Because if the cluster nodes share anything in common, this becomes a
single point of failure. And given that you are clustering in the first
place, avoiding single points of failure is key for these systems.
Racking Production
When
it comes to mounting the Production servers in their racks, it is
critical to maintain a separation of all infrastructure. That is,
Production should ideally be isolated from all other SAP environments,
from a power, network, rack, SAN, and server perspective. The Production
racks therefore require their own power infrastructure, network
infrastructure, and so on.
In the real world,
as SANs continue to enable the highest levels of availability and
scalability for mySAP customers, the line between production and other
resources is beginning to blur. Expensive switched-fabric switches, SAN
management appliances, SAN-enabled tape backup solutions, and the fibre
cabling that ties everything together is often shared between production
and development systems, for example. The important thing to address in
these cases where the cost of a sophisticated SAN outweighs the risk of
maintaining separate production resources is to provide for some kind
of change management support. That is, you still need a test environment
of sorts, be it a Technical Sandbox, Test/QA system, or whatever, to
test the impact of changes to your SAN. In my experience, these changes
are often firmware and hardware-related, though topology and design
changes also need to be tested as well.
Cabling and Cable Management
If you have ever
attempted to squeeze 21 servers into a 7-foot (42U) rack, the concept of
cable management should evoke special thoughts of long days and late nights.

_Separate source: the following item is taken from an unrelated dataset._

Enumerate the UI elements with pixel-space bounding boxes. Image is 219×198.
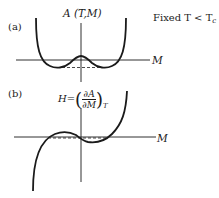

Cables have shrunk in diameter over the last five years, but not to the
extent or in keeping with the trends we have all seen in hardware
platform densities. As a result, one of the biggest immediate challenges
facing new SAP implementations is how to best route the various
keyboard, mouse, monitor, disk subsystem, network, and other cables
required of each piece of gear. More and more, we see fat cables being
replaced by smaller ones, and lots of little cables being replaced by
fewer centralized cables. But in the end, there’s still a whole lot of
cabling to consider!
Alternatives to
traditional KVM (keyboard, video, and mouse) cable connections abound
today. The following represent two common methods of reducing the number
and size of cables (a long-time favorite and a newer alternative):
Installing a
dedicated “computer on a board” into a PCI slot in each server, to
facilitate out-of-band and in-band management of the server. Such boards
typically require a network or modem connection only, and facilitate
communications via a browser-enabled user interface. A fine example is
HP’s Remote Insight Board. Depending on the particular server, these
boards may come standard with the system, and may even be integrated
into the server’s motherboard.
Installing
“KVM over IP,” which represents another way to shrink various cables
into a small single network cable. This method also requires a small
server of its own, not to mention licensing costs for the particular
enabling product.
More
often than not, I figure we will continue to see the widespread use of
cable management arms, tie-wraps, Velcro-wraps, and similar inexpensive
approaches. Regardless of the cabling techniques, though, continue to
stay focused on availability.
Single points of failure can exist in this realm like any other
area—remember that a server may be effectively unavailable once it loses
access to its keyboard, mouse, or video connections. Even in the best
case, if the server remains up you may still be operating blind, saved
only through your management and monitoring tools if so enabled.